Thermal substitution rate

Also known as TSR, alternative-fuel substitution rate.

Thermal substitution rate (TSR) is the percentage of total kiln energy input supplied by alternative fuels rather than fossil fuel (coal, petcoke, gas, oil). TSR is the headline AFR-adoption metric tracked by the cement industry and is central to every cement-major decarbonisation roadmap.

Typical TSR ranges by region (2025)

RegionAverage TSR
Northern Europe (DE, NL, AT)60–80%
Western Europe (FR, UK, IT, ES)40–60%
Southern Europe (GR, PT)25–40%
North America15–25%
China5–10%
India10–20%
Brazil / LATAM20–35%

Several European plants now exceed 90% TSR; the technical and procurement frontier sits beyond 95%.

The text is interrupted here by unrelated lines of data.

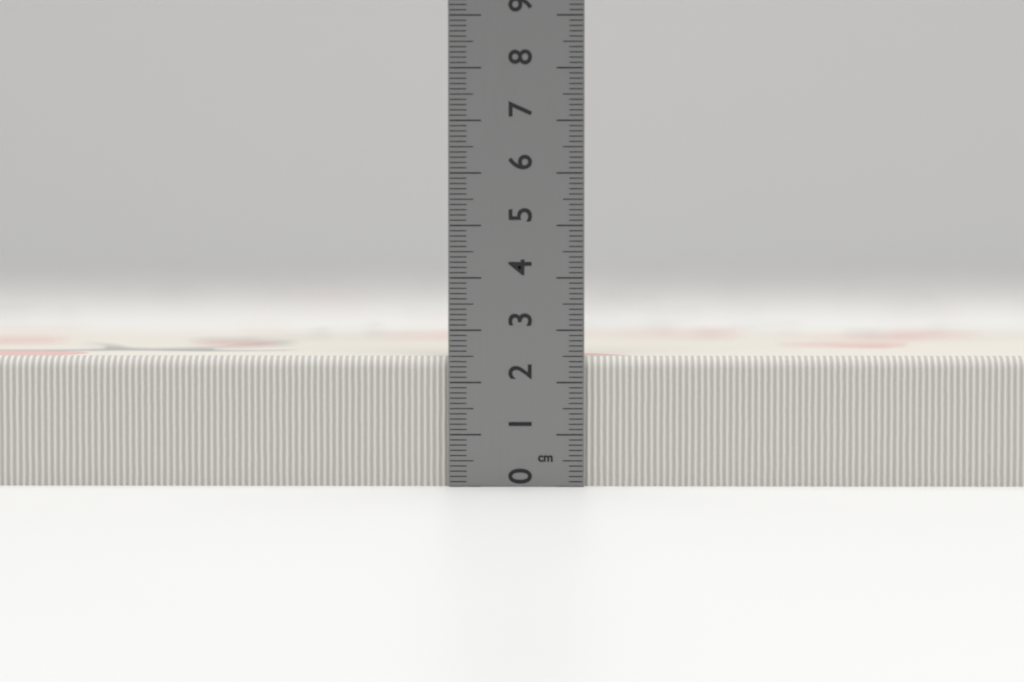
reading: 2.5 cm
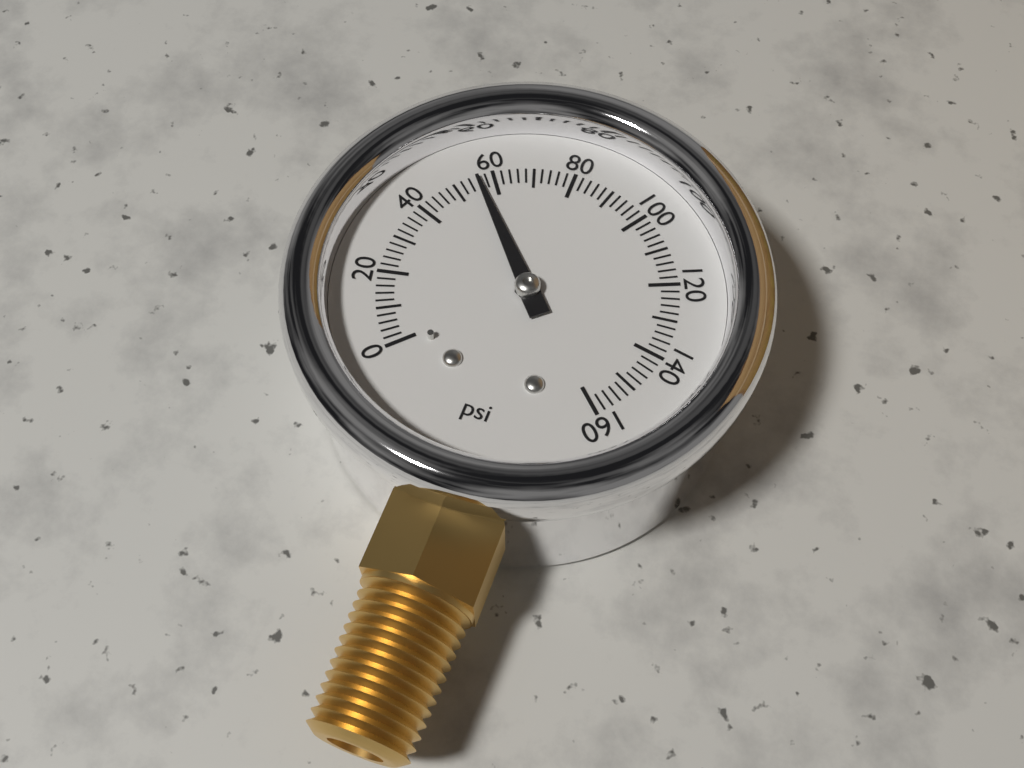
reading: 56 psi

Why higher TSR drives sonic-horn demand

Each step up in TSR raises the chlorine, sulphur and alkali loading reaching the preheater tower — see sulphur and chloride cycles. This intensifies coating, build-up and pluggage in the preheater, calciner and kiln-inlet, increasing the frequency and severity of cleaning interventions. Sonic horns become more valuable — and often more numerous — as TSR rises.